Maulana Azhar was arrested in India in February 1994. But India was forced to release him and two others — Mushtaq Zargar and Umar Sheikh — in December 1999 in exchange for passengers and crews of an Indian flight that was hijacked by militants linked to Harkatul Mujahideen from Kathmandu and forced to land in Kandahar, Afghanistan.

Umar Sheikh was later arrested for his involvement in the kidnap and murder of Wall Street Journal reporter Daniel Pearl in Karachi in 2002. Mushtaq Zargar was believed to be in Muzaffarabad. Maulana Azhar’s brother Rauf is believed to have masterminded the hijacking.
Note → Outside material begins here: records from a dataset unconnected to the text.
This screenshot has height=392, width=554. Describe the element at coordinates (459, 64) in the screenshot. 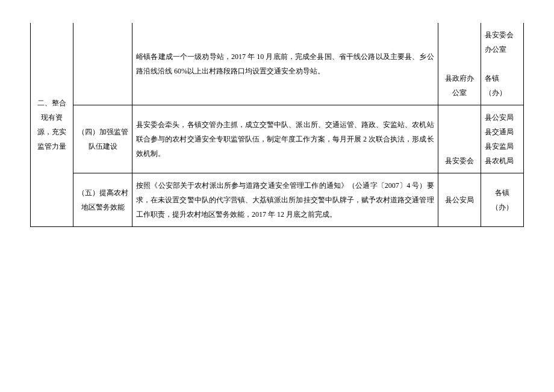

I see `lead1-cell: 县政府办公室` at that location. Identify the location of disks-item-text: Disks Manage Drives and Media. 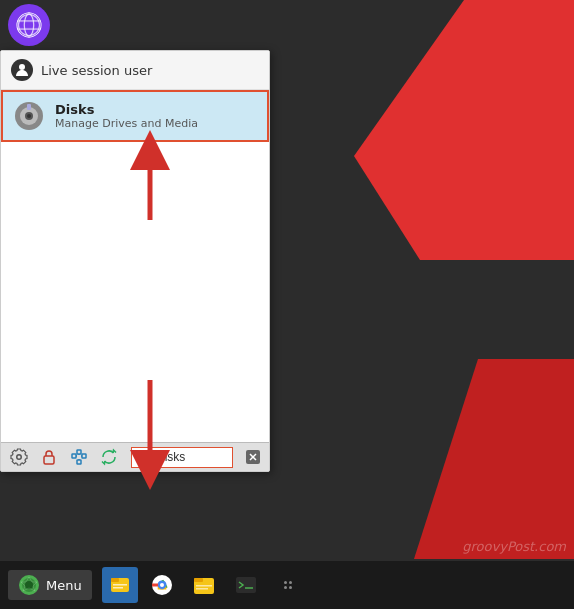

After his return to Pakistan, Maulana Azhar split with Harkatul Mujahideen in 2000 and formed his own militant outfit Jaish-i-Mohammad.

The Jaish was banned in 2002 by the military regime of Gen Pervez Musharraf under international pressure, forcing the Maulana to rename it as Jamiatul Furqan.

Maulana Azhar, a former teacher and son of a schoolteacher, Afghan jihad veteran, and author of several treaties on jihad, is believed to also have travelled to Kenya and Somalia in the early 1990s to “shore up his jihadist credentials”.

He was first put under house arrest in 2001 and released shortly on a court order. He went “underground” after the 2008 Mumbai attacks, but resurfaced in January 2014 when the organisers of an anti-India rally in Muzaffarabad ran his pre-recorded film on India’s Republic Day.

Some say he was taken into “protective custody” after the Mumbai attacks that brought the two countries on the brink of another war, but released in 2010.

However, he stayed outside public view during the past seven years before his reappearance at the Muzaffarabad rally.